By Nicholas Sohr and Matt D. Wilson
ANNAPOLIS – In a move Republicans called a “hoggish power grab,” the Maryland Senate passed a measure Wednesday intended to oust the sitting members of the state Public Service Commission and replace most of them with legislative appointees.
The bill would remove all five members of the state’s utility regulating body and create a new five-member PSC. The Senate President and the Speaker of the House – now both Democrats – would each appoint two members, and the governor, a Republican, would appoint one. Currently, the governor holds all five commissioner appointments.
Aides to Gov. Robert L. Ehrlich indicated that he will likely veto the bill if it is passed by the House of Delegates, where it faces an uncertain future.
The PSC has come under fire recently from lawmakers who say it favors the interests of utility companies over consumers as Baltimore Gas and Electric Co.’s 1.1 million electric customers brace for an average 72 percent rate increase.
“There is a public perception of a warm, cozy relationship between the Public Service Commission and the BGE employees,” said Sen. Thomas M. Middleton, D-Charles, who chairs the committee sifting through legislative responses to the rate increase.
“My gut feeling is that if you took a vote on how people feel about the PSC, we’d get a failing grade,” he said.
Senate minority leader J. Lowell Stoltzfus, R-Eastern Shore, said that the bill will not help BGE customers deal with oncoming rate increases, but is instead a politically motivated attack against Ehrlich and PSC Chairman Kenneth D. Schisler.
“It’s not going to lower rates one penny,” Stoltzfus said. “It’s mean spirited. It’s hoggish. It’s a hoggish power-grab.”
Only one Republican, Sen. E. J. Pipkin of the Eastern Shore, sided with the fully united Democrats in the 34-13 vote in favor of an April 9 ouster.
“It’s a matter of the policy of the current PSC,” said Pipkin, who believes deregulation has not worked well in his district. “Things just aren’t working out for the consumers.”
The bill now moves on to the House of Delegates where it will face competition from other solutions being offered to the rate increase, most notably, legislation that would give the General Assembly the power to block the merger between BGE’s parent company, Constellation Energy, and Florida’s FPL Group.
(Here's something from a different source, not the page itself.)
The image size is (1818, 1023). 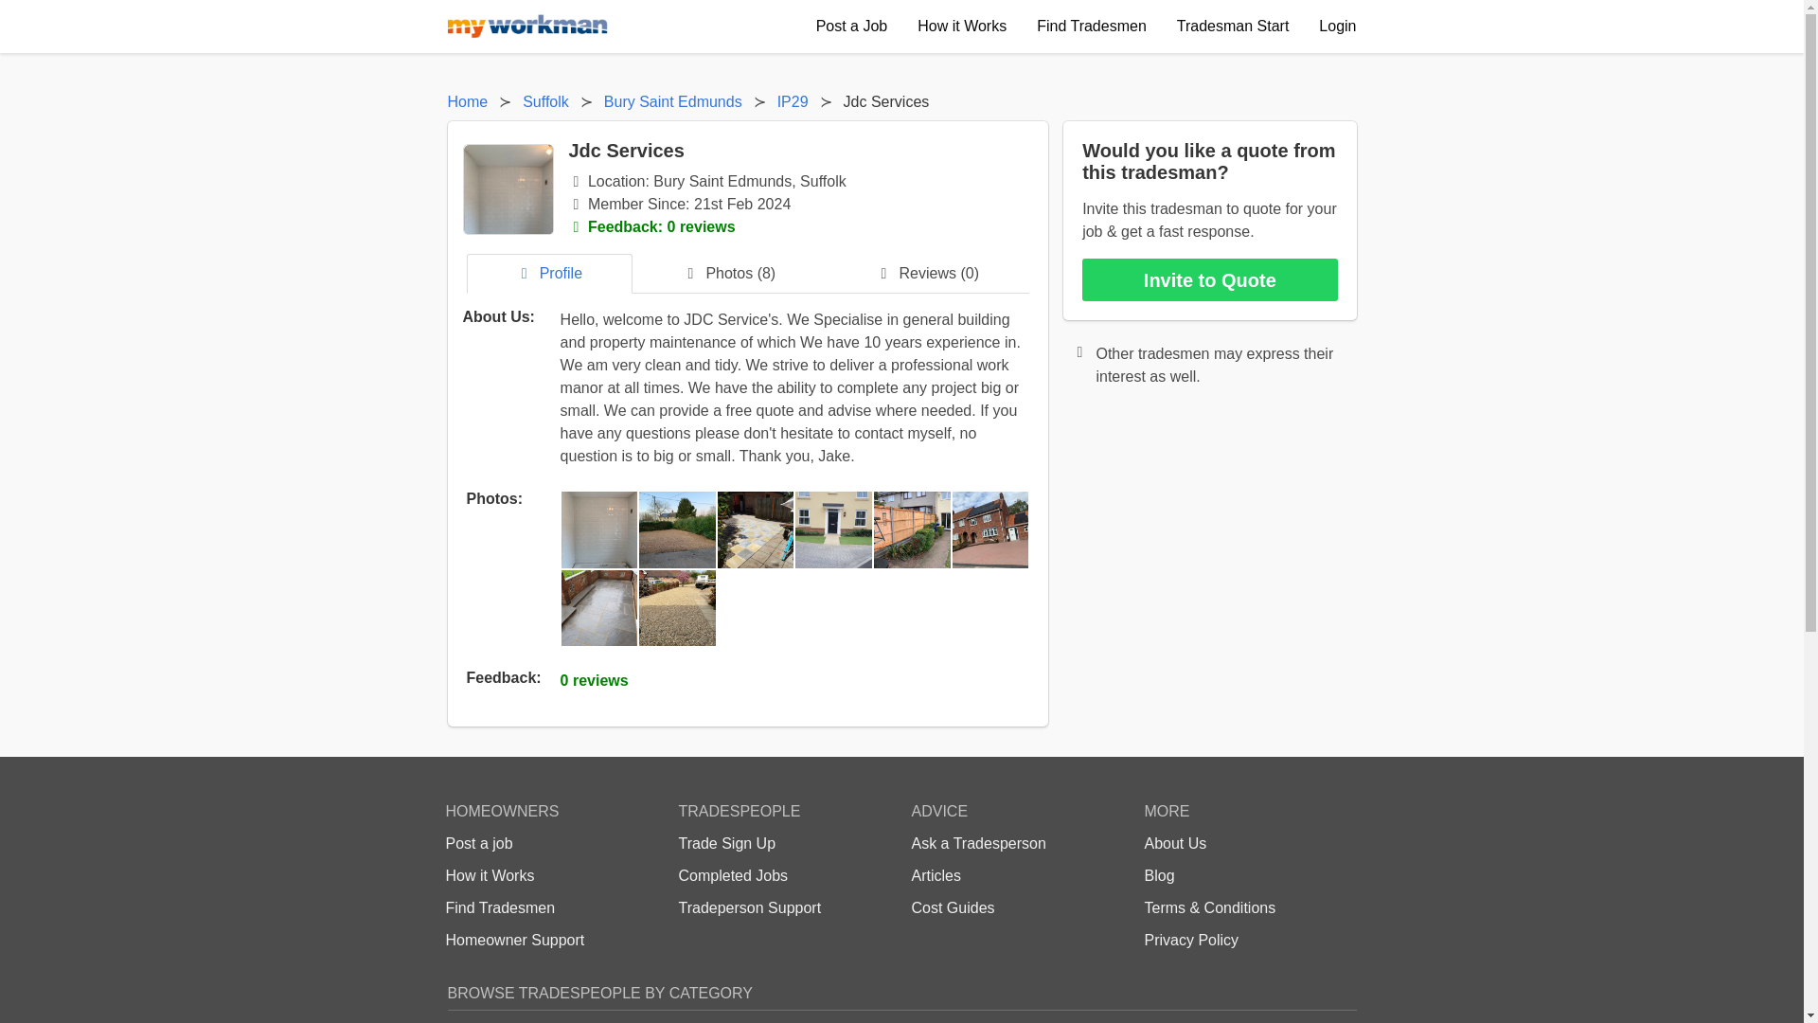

“I have no confidence in the PSC,” said House speaker Michael E. Busch, D-Anne Arundel. But, he said, the House’s move to gain veto power over the merger would be more effective than removing all the commission’s members.
The bills must be on the governor’s desk by Friday if the General Assembly wants to avoid being thwarted by a veto from the governor. If a bill passed on or before Friday is vetoed, the Assembly will still have time to override that veto before the end of the session April 10.
Senate President Thomas V. Mike Miller Jr., D-Southern Maryland, who has been strongly supporting the PSC bill, promised that the Legislature will meet that Friday deadline.
Ehrlich tacitly voiced his disapproval of both the Senate and House measures at a news conference on the State House steps, saying that the PSC, “or what’s left of them once Mike Miller’s done with them,” can make their own decisions regarding the rate increase and the merger.
“Do you need a legislative fix necessarily? No. Is that the direction that this General Assembly is headed? Yes,” he said.
Shareese DeLeaver, an Ehrlich spokeswoman, said “it’s a strong possibility” that the governor will veto the bill to restructure the PSC, calling it a largely “punitive bill” against a commission that was not even in place when deregulation was passed in 1999.
“It’s political,” she said. “Basically, that’s it. It’s political.” The effort to block Constellation’s merger with FPL was put on a fast-track in a unanimous vote by the Senate Finance Committee Wednesday afternoon and could come to a final vote as early as Thursday.